Though LDL-C was found to have causal risk effects on AMI, genetically proxied lower LDL-C via HMGCR inhibition by statins were not causally associated with AMI risk. These results seem contradictory since we had showed that drug effect of statin on AMI were partly mediated via LDL-C, but the total effect of statin on AMI was not significant on the contrary. One possible explanation is that statin may have direct effect on AMI, independent of its lipid lowering pathway. Contestably, statins might exert distinct, adverse effects on AMI, counteracting the protective effects due to lowered LDL-C levels.
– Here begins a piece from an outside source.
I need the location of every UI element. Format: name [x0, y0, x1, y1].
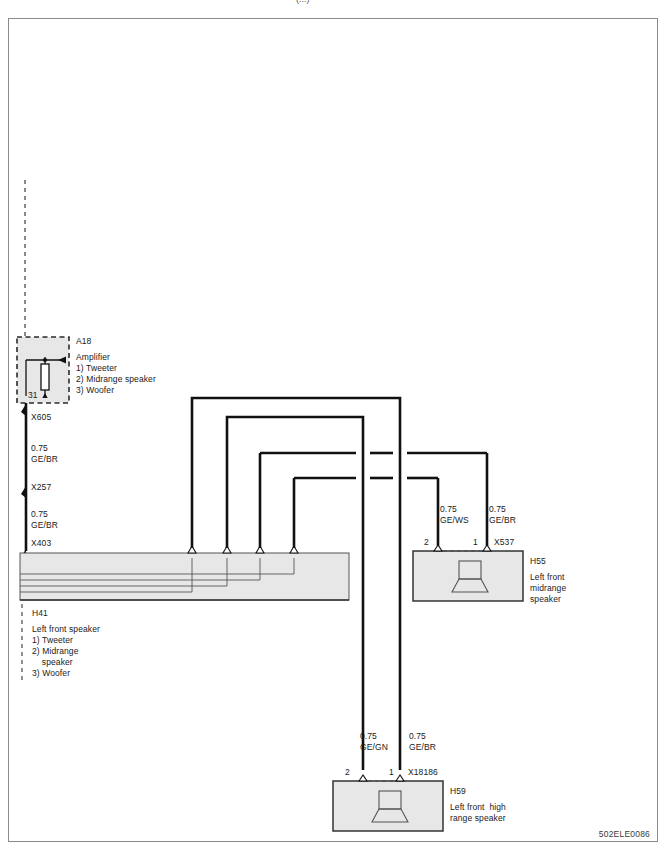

Regarding the mechanics, it has been suggested that statins had both LDL-C dependent and LDL-C independent effects when used for primary and secondary preventions of coronary events [43]. For instance, statins have anti-inflammatory effects and had non LDL-C effects on atherosclerosis, which is a chronic inflammatory process, by reducing inflammatory cytokines [44]. Although our two-sample MR results showed no significant effect of LDL-C lowering with genetic variants in HMGCR on AMI, there is the possibility that statins might exert effects via the LDL-C independent pathways. However, Ference et al. showered the effect of LDL-C lowering on MI mediated by genetic variants in HMGCR was significant using one sample MR analysis in 14 pooled cohorts [10]. Further research might follow this thread and see if the results were reproducible.
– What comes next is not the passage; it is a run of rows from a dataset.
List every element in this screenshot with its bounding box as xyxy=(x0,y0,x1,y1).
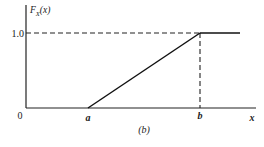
x-tick-b: b xyxy=(198,110,203,121)
cdf-chart: FX(x) 1.0 0 a b x (b) xyxy=(0,0,264,147)
cdf-ramp xyxy=(88,33,200,108)
x-axis-label: x xyxy=(249,112,255,123)
figure-caption: (b) xyxy=(138,124,150,136)
origin-label: 0 xyxy=(18,110,23,121)
y-axis-label: FX(x) xyxy=(29,5,50,17)
y-tick-1.0: 1.0 xyxy=(12,28,25,39)
x-tick-a: a xyxy=(86,112,91,123)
The study has the following strengths. First, the analysis used genetic variants in drug target regions to proxy the drug effects of commonly used LDL-C lowering agents and found a direct causal relationship of two commonly used drugs, namely ezetimibe and evolocumab, on AMI. The use of MR methods allowed bypassing of confounding and reverse causation bias at large; the inclusion of multiple SNPs should give better IVs in analysis. In two-sample MR, the utilization of large GWAS summary data also provides sufficient power to permit discovery of robust genetic instruments in MR analysis for each lipid traits. Second, multiple methods were used to test the robustness of the estimates under different assumptions. We employed methods such as MR-Egger and MR-PRESSO. The MVMR, which takes into account of multiple exposures, allows for direct effect estimation. In addition, multiple means were taken to ensure the quality of selected IVs, such as checking the F statistic, heterogeneity, and pleiotropy. To our knowledge, we are the first study on drug effects on AMI with three lipid lowering drugs studied individually or together.
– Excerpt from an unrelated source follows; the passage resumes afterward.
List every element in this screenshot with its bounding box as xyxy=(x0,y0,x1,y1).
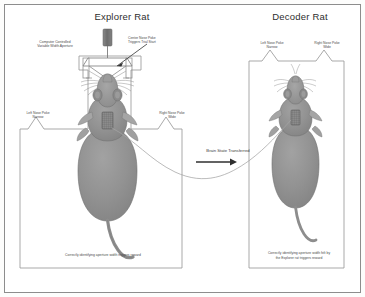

There are also several limitations. Lipid lowing drugs, such as statins, can be used in patients with AMI to prevent not only incidence but also recurrences. The limited data we used did not differentiate between the incident or recurrent AMI, which might bias the statin’s effect on the risk of AMI. Besides, the summary GWAS data of lipids and AMI were both derived from individuals primarily of European ancestry. Thus, the results should not be generalized to other populations of different ancestry. Finally, the drug target MR results need to be interpreted with caution. For one thing, genetic effects are lifelong and are often small, whereas clinical drug effects are usually short-term and larger in the magnitude of intervention. Therefore, estimates from MR should not be viewed as the equivalence of the expected effect of an intervention.

In summary, our study provided strong evidence to the causal relationship between LDL-C and AMI. Drug MR analysis further indicated that the effects of lipid-lowering drugs such as ezetimibe and evolocumab on AMI may at least partly due to their LDL-C lowering effect. Further investigations are required to explore the potential mechanisms by which drug effect prevents AMI.